WHO YOU BECOME IS THE JOURNEY
When the front door was never your way in
Welcome to Issue #040 of Sojourn. Each week, I share two original essays to help you slow down, reconnect, and rebuild with intention — in a private community that uses travel as a path to reinvention.
For some people, the world unfolds in straight lines.
Clear paths. Predictable steps.
Doors that open because they’re expected to.
That was never my story.
I’ve never entered a room through the traditional door.
I built a life, and a career, by taking the side doors, the back doors, the doors I had to create myself. That’s what happens when you’re rebuilding identity while building a future at the same time.
And for a long time, I thought that made me less legitimate,
like I had to work twice as hard just to be invited into spaces that others seemed to stroll into.
But here’s what I’ve learned:
Untraditional paths aren’t signs of limitation.
They’re signs of originality.
Some of us are simply wired to enter life sideways,
through intuition, through lived experience, through reinvention, through resilience.
And if this is you, here’s how you know:
1. Your clarity arrives through lived experience, not linear plans.
You learn by doing, not by forecasting.
Your life expands from movement, not instruction.
2. You rarely feel ‘qualified,’ yet you’re always deeply capable.
Your expertise comes from the things you survived, not the things you studied.
3. You recognize doors in different ways, by how they feel, not by how they look.
If a path feels forced, it’s not yours.
If a path feels like oxygen, you’ll find a way in, even if you have to build a new entrance. There’s always a way.
4. You build a life that doesn’t fit any template, and people only understand it in hindsight.
Your journey makes sense later, not during. That’s a fact.
When I finally accepted that my life wasn’t a series of missed front doors,
but a mosaic of side entrances that shaped my identity, everything made sense.
Because the truth is simple:
There is no ‘right’ door.
There is only the door that is yours.
Only your door… presented or created from scratch.
And the moment you stop comparing your path to the traditional ones,
the ones built for different people, different lives, different histories,
you reclaim your power.
You stop apologizing for your route.
You stop explaining your detours.
You stop shrinking your story to match someone else’s entrance.
The world needs the people who enter differently.
The ones who bring new perspectives.
New languages.
New ways of ‘seeing’.
New forms of courage that don’t come from following maps, but from making them.
If there’s one thing I know for sure, it’s this:
You don’t need the front door.
You never did.
You just need the courage to honor the path that was meant for you,
even if it’s unconventional, nonlinear, or misunderstood.
That’s where your real power lives.
That’s where reinvention begins.
And that’s how mine was honored: 1998 at Central Park… 21 years old, no English, no map, no doors; only a stubborn, rebellious belief that I could start my life from zero… before realizing that the American Dream had nothing to do with arrival and everything to do with who you become in the process.
—“Who you become is the real journey.”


**DIRECTIONS FOR THIS TASK:** Below are some entries. Count how many of their lines include "boxes", then give that number only.

(Records from a collection)
◇ ◇ ◇ ◇ ◇ ◇ ◇
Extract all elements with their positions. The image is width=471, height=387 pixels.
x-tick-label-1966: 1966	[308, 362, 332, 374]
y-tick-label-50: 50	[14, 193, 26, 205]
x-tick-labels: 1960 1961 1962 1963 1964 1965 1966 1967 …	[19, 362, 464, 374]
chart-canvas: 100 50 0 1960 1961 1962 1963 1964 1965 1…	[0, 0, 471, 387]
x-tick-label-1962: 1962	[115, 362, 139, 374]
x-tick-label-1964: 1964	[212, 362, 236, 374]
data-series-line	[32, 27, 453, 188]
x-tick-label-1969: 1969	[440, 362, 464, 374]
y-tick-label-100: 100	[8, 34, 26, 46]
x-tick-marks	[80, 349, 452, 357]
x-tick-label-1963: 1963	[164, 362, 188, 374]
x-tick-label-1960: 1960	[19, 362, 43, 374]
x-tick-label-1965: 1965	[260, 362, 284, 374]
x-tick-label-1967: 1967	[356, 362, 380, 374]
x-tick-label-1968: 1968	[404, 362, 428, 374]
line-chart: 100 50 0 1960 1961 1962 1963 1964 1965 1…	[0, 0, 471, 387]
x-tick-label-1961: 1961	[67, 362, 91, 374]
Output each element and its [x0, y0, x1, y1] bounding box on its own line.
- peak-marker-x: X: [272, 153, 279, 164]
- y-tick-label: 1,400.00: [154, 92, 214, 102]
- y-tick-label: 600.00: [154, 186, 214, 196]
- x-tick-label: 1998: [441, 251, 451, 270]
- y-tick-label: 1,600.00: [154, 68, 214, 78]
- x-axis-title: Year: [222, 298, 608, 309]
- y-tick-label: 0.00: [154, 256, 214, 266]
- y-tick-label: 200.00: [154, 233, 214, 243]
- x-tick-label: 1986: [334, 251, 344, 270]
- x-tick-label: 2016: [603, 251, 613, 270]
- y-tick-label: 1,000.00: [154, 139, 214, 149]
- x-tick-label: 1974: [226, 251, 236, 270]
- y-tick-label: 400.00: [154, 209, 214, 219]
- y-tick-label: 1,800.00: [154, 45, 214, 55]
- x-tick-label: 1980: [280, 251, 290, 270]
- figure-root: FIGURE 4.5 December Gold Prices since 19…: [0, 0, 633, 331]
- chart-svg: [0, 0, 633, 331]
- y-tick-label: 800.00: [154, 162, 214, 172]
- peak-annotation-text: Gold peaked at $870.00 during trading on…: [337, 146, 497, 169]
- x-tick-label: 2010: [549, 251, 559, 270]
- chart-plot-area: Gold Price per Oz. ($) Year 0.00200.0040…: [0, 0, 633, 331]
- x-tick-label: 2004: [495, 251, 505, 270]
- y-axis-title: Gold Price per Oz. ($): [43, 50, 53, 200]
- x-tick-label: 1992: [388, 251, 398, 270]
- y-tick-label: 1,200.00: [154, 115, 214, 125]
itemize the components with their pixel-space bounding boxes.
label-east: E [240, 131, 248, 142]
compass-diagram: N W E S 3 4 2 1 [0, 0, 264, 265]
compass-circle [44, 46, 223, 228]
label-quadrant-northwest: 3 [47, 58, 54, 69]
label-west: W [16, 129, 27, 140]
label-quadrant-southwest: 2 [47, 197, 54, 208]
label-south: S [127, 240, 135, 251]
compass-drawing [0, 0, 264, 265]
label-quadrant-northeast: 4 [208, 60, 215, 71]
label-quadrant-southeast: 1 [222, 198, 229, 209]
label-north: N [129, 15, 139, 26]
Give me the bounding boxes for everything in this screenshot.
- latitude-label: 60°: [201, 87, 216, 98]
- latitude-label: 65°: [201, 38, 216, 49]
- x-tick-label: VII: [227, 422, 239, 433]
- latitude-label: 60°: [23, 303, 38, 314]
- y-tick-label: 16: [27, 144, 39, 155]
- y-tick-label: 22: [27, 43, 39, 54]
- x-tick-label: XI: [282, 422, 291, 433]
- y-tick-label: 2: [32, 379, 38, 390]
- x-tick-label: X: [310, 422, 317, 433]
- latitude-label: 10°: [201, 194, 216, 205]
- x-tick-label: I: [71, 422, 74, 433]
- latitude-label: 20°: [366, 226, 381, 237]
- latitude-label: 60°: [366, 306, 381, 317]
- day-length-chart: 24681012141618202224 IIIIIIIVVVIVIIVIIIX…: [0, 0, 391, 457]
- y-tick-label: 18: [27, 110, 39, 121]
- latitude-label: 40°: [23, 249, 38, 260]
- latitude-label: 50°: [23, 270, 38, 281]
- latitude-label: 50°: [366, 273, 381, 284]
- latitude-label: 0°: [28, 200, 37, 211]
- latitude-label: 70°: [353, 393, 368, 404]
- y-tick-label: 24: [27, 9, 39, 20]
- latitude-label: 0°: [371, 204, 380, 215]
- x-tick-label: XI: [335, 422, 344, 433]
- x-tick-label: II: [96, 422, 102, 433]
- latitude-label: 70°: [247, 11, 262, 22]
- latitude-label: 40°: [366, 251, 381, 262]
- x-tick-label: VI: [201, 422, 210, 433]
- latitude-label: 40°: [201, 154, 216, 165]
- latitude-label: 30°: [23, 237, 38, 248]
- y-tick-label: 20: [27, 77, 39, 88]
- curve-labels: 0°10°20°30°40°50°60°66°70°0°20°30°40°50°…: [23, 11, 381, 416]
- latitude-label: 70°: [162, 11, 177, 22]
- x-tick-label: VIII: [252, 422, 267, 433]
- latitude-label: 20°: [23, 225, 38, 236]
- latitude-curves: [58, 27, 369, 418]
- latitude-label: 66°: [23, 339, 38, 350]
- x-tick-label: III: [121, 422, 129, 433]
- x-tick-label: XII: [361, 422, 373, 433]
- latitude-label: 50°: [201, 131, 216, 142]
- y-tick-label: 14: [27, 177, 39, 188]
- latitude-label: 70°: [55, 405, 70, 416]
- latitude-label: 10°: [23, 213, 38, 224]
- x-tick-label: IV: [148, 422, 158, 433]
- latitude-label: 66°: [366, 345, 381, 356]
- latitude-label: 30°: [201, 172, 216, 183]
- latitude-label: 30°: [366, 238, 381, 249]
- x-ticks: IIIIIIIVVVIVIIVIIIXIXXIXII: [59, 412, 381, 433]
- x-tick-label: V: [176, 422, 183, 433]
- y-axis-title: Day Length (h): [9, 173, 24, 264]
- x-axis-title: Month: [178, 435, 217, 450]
◇ ◇ ◇ ◇ ◇ ◇ ◇
**OUTPUT OF THE TASK:** 2